For most of my life, I was, by nature, a hugely lazy person. But I am now, by necessity, a hugely industrious person.
So the great thing about plane rides, for me, is that I get to indulge my latent lazy person with little-to-no-guilt. There is part of me that recognises that I could be using this air-time to work on my completely analogue profession: i.e., drawing. However, if I’m sitting next to someone I don’t know – which is likely – I don’t really feel comfortable with it.
So mostly I just sit, read, eat snacks, listen to Bowie, wriggle around impatiently, and have passive-elbow-battles for the arm rest.
And this afternoon, I am really,
really
looking forward to going through all that indulgent time-wasting. Because when I step off the plane it will just be going dark at the tiny regional airport that is edged on one side by a stand of low coastal scrub, and beyond that, the sea. And when I wake up customarily early the next morning, I’ll look straight out a full-height glass window, past a gumtree that changes colour in the rain of summer thunderstorms, onto a green valley, probably still thick with mist pending the rising sun, and I’ll know I’m home, home,
home.
THINGS STRANGE, BEAUTIFUL AND GONE FOR GOOD
All lightly shimmering in the heat, these lifeforms, like wonders much reduced. Rough likenesses thrown up at hearsay after the things themselves had faded in men's minds.
- Cormac McCarthy
SKETCHBOOK: COSMIC LOVE
Drawings lately -- a lot of these are in styles that I don't usually use, so it was fun (and a little painful) to stretch my bounds …
There's some excellent December-wind-down vibes about the place lately.
Also complemented by fine warm days (finally, as always in Melbourne), the best seasonal fruit, playdates with the neighbourhood pack of big-red-dogs (ridgebacks and boxers), my Santa Rita Opuntia growing another pad, finding a rad ‘esoteric’ section in the second-hand book shop … aaaaand I’m quitting commission work and being a professional farmland sun-drinker for the next couple of weeks.
SUMMER VIBES
;
Body Shop coconut hand cream and body mist
; rings by
and
;
postcard from Metropolis books
.
One week left in the office, one week left in this dry, southern city.

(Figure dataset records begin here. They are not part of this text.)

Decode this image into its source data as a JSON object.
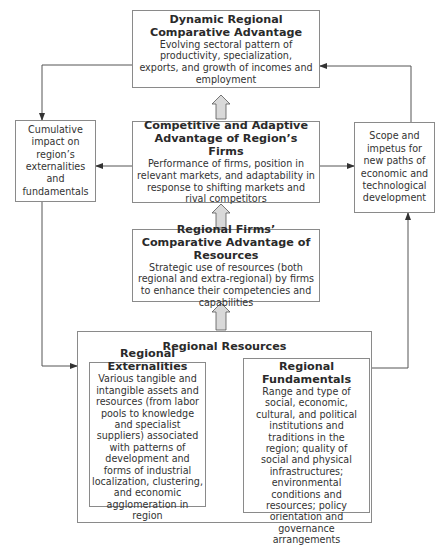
{
  "diagram": {
    "top_box": {
      "title": "Dynamic Regional Comparative Advantage",
      "description": "Evolving sectoral pattern of productivity, specialization, exports, and growth of incomes and employment"
    },
    "middle_box": {
      "title": "Competitive and Adaptive Advantage of Region’s Firms",
      "description": "Performance of firms, position in relevant markets, and adaptability in response to shifting markets and rival competitors"
    },
    "firms_box": {
      "title": "Regional Firms’ Comparative Advantage of Resources",
      "description": "Strategic use of resources (both regional and extra-regional) by firms to enhance their competencies and capabilities"
    },
    "left_box": {
      "text": "Cumulative impact on region’s externalities and fundamentals"
    },
    "right_box": {
      "text": "Scope and impetus for new paths of economic and technological development"
    },
    "resources_box": {
      "title": "Regional Resources",
      "externalities": {
        "title": "Regional Externalities",
        "description": "Various tangible and intangible assets and resources (from labor pools to knowledge and specialist suppliers) associated with patterns of development and forms of industrial localization, clustering, and economic agglomeration in region"
      },
      "fundamentals": {
        "title": "Regional Fundamentals",
        "description": "Range and type of social, economic, cultural, and political institutions and traditions in the region; quality of social and physical infrastructures; environmental conditions and resources; policy orientation and governance arrangements"
      }
    },
    "colors": {
      "border": "#8a8a8a",
      "line": "#555555",
      "block_arrow_fill": "#d9d9d9",
      "text": "#2a2a2a"
    }
  }
}
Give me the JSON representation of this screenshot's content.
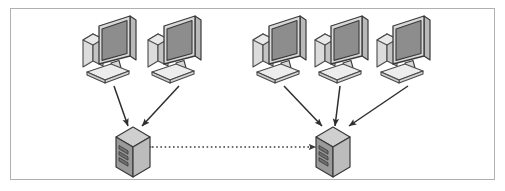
{
  "diagram": {
    "type": "network-topology",
    "canvas": {
      "width": 505,
      "height": 191,
      "background": "#ffffff"
    },
    "frame": {
      "name": "diagram-border",
      "x": 10.5,
      "y": 8.5,
      "width": 484,
      "height": 171,
      "stroke": "#b0b0b0",
      "stroke_width": 1,
      "fill": "#ffffff"
    },
    "palette": {
      "screen_fill": "#8d8d8d",
      "screen_stroke": "#3a3a3a",
      "bezel_fill": "#d8d8d8",
      "tower_fill": "#dcdcdc",
      "keyboard_fill": "#ededed",
      "outline": "#4a4a4a",
      "server_top": "#cfcfcf",
      "server_front": "#9a9a9a",
      "server_side": "#b8b8b8",
      "server_slot": "#6f6f6f",
      "arrow": "#2e2e2e",
      "dotted_link": "#3c3c3c"
    },
    "groups": [
      {
        "name": "left-site",
        "label": "Left site",
        "client_count": 2,
        "server_name": "left-server"
      },
      {
        "name": "right-site",
        "label": "Right site",
        "client_count": 3,
        "server_name": "right-server"
      }
    ],
    "clients": [
      {
        "id": "client-1",
        "group": "left-site",
        "x": 81,
        "y": 14,
        "scale": 1.0
      },
      {
        "id": "client-2",
        "group": "left-site",
        "x": 146,
        "y": 14,
        "scale": 1.0
      },
      {
        "id": "client-3",
        "group": "right-site",
        "x": 251,
        "y": 14,
        "scale": 1.0
      },
      {
        "id": "client-4",
        "group": "right-site",
        "x": 313,
        "y": 14,
        "scale": 1.0
      },
      {
        "id": "client-5",
        "group": "right-site",
        "x": 375,
        "y": 14,
        "scale": 1.0
      }
    ],
    "servers": [
      {
        "id": "left-server",
        "group": "left-site",
        "x": 113,
        "y": 125,
        "scale": 1.0
      },
      {
        "id": "right-server",
        "group": "right-site",
        "x": 313,
        "y": 125,
        "scale": 1.0
      }
    ],
    "connections": [
      {
        "id": "link-c1-left",
        "from": "client-1",
        "to": "left-server",
        "style": "solid",
        "direction": "one-way",
        "x1": 114,
        "y1": 86,
        "x2": 128,
        "y2": 126
      },
      {
        "id": "link-c2-left",
        "from": "client-2",
        "to": "left-server",
        "style": "solid",
        "direction": "one-way",
        "x1": 179,
        "y1": 86,
        "x2": 142,
        "y2": 126
      },
      {
        "id": "link-c3-right",
        "from": "client-3",
        "to": "right-server",
        "style": "solid",
        "direction": "one-way",
        "x1": 284,
        "y1": 86,
        "x2": 322,
        "y2": 126
      },
      {
        "id": "link-c4-right",
        "from": "client-4",
        "to": "right-server",
        "style": "solid",
        "direction": "one-way",
        "x1": 340,
        "y1": 86,
        "x2": 335,
        "y2": 126
      },
      {
        "id": "link-c5-right",
        "from": "client-5",
        "to": "right-server",
        "style": "solid",
        "direction": "one-way",
        "x1": 408,
        "y1": 86,
        "x2": 349,
        "y2": 126
      },
      {
        "id": "link-server-server",
        "from": "left-server",
        "to": "right-server",
        "style": "dotted",
        "direction": "bidirectional",
        "x1": 152,
        "y1": 147,
        "x2": 316,
        "y2": 147
      }
    ]
  }
}
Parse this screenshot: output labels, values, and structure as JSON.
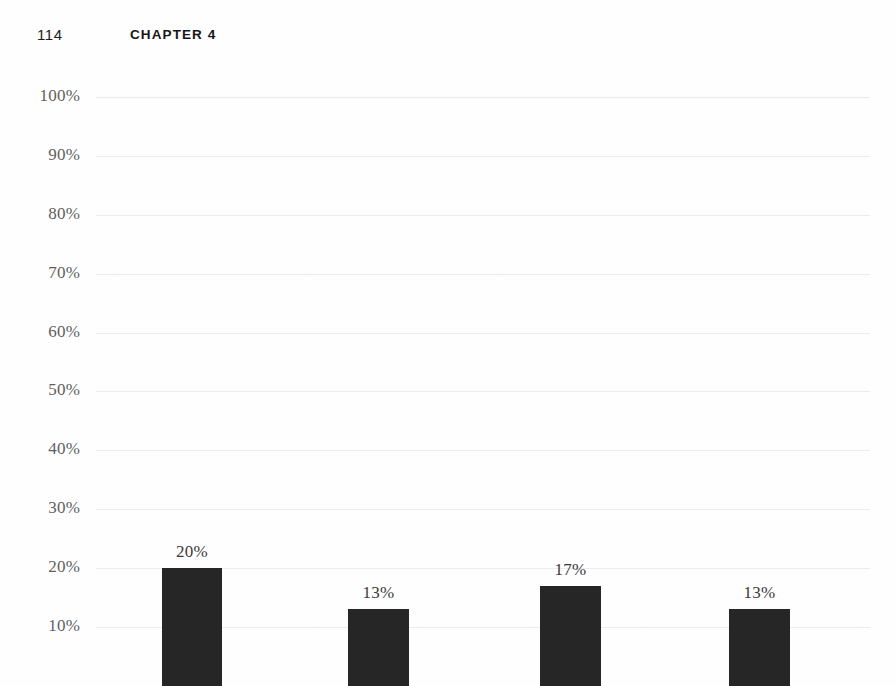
{
  "page": {
    "folio": "114",
    "running_head": "CHAPTER 4"
  },
  "chart_data": {
    "type": "bar",
    "title": "",
    "subtitle": "",
    "xlabel": "",
    "ylabel": "",
    "categories": [
      "",
      "",
      "",
      ""
    ],
    "values": [
      20,
      13,
      17,
      13
    ],
    "data_labels": [
      "20%",
      "13%",
      "17%",
      "13%"
    ],
    "ylim": [
      0,
      100
    ],
    "ytick_values": [
      100,
      90,
      80,
      70,
      60,
      50,
      40,
      30,
      20,
      10
    ],
    "ytick_labels": [
      "100%",
      "90%",
      "80%",
      "70%",
      "60%",
      "50%",
      "40%",
      "30%",
      "20%",
      "10%"
    ],
    "grid": true,
    "grid_axis": "y",
    "legend": null,
    "legend_position": "none",
    "bar_color": "#262626",
    "gridline_color": "#e9e9e9",
    "tick_label_color": "#5f5f5f",
    "note": "Bottom of figure is cropped by the page edge; category axis labels are not visible."
  }
}
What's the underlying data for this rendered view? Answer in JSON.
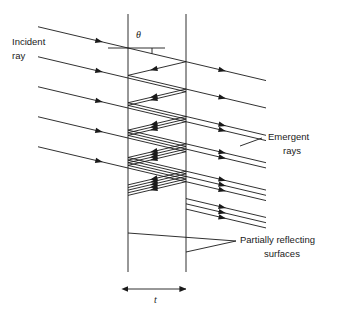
{
  "figure": {
    "title_text": "",
    "background_color": "#ffffff",
    "stroke_color": "#1a1a1a",
    "line_width": 0.9
  },
  "labels": {
    "incident_ray_line1": "Incident",
    "incident_ray_line2": "ray",
    "emergent_line1": "Emergent",
    "emergent_line2": "rays",
    "partially_line1": "Partially reflecting",
    "partially_line2": "surfaces",
    "angle_symbol": "θ",
    "thickness_symbol": "t"
  },
  "geometry": {
    "surface_left_x": 128,
    "surface_right_x": 186,
    "surface_top_y": 14,
    "surface_bottom_y": 272,
    "thickness_dim_y": 289,
    "ray_slope": 0.236,
    "incident_ray_hit_ys": [
      48,
      78,
      108,
      138,
      168
    ],
    "incident_ray_start_x": 38,
    "emergent_ray_end_x": 266,
    "normal_line_y": 48,
    "normal_line_x2": 165,
    "angle_tick_x": 152,
    "leader_join_x": 236,
    "leader_join_y": 241,
    "leader_left_y": 233,
    "leader_right_y": 252,
    "emergent_leader_x1": 240,
    "emergent_leader_x2": 262,
    "emergent_leader_y1": 146,
    "emergent_leader_y2": 138
  },
  "text_positions": {
    "incident_x": 12,
    "incident_y": 45,
    "emergent_x": 268,
    "emergent_y": 140,
    "partially_x": 240,
    "partially_y": 243,
    "theta_x": 136,
    "theta_y": 38,
    "t_x": 154,
    "t_y": 303
  }
}
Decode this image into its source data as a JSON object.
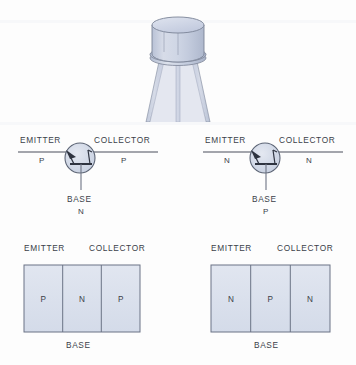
{
  "figure": {
    "background_color": "#fdfdfd",
    "ink_color": "#3b3f49",
    "fill_color": "#dde3ee",
    "fill_color_dark": "#ccd4e4",
    "outline_color": "#6b7385"
  },
  "photo": {
    "name": "transistor-can-photo",
    "description": "TO-18 metal can transistor with three leads",
    "body_color": "#c9d1e2",
    "highlight_color": "#dfe4ef",
    "shadow_color": "#b3bcd0",
    "outline_color": "#7b8396"
  },
  "symbols": [
    {
      "id": "pnp",
      "type": "PNP",
      "emitter_label": "EMITTER",
      "emitter_type": "P",
      "collector_label": "COLLECTOR",
      "collector_type": "P",
      "base_label": "BASE",
      "base_type": "N",
      "arrow_direction": "in-toward-base"
    },
    {
      "id": "npn",
      "type": "NPN",
      "emitter_label": "EMITTER",
      "emitter_type": "N",
      "collector_label": "COLLECTOR",
      "collector_type": "N",
      "base_label": "BASE",
      "base_type": "P",
      "arrow_direction": "in-toward-base"
    }
  ],
  "blocks": [
    {
      "id": "pnp-block",
      "emitter_label": "EMITTER",
      "collector_label": "COLLECTOR",
      "base_label": "BASE",
      "zones": [
        "P",
        "N",
        "P"
      ]
    },
    {
      "id": "npn-block",
      "emitter_label": "EMITTER",
      "collector_label": "COLLECTOR",
      "base_label": "BASE",
      "zones": [
        "N",
        "P",
        "N"
      ]
    }
  ]
}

My sister sent me a text last week -- excited about me coming home to the north coast of NSW -- saying something along the lines of: "We're going to make amazing cocktails, hunt through antique stores, and swim in the river!"
It's a fairly accurate summary of life on the farm over the summer holidays … and I cannot wait.
A PAGE AND HOW IT'S MADE
A little mid-week stop-motion magic for you … one of my favourite kinds of magic.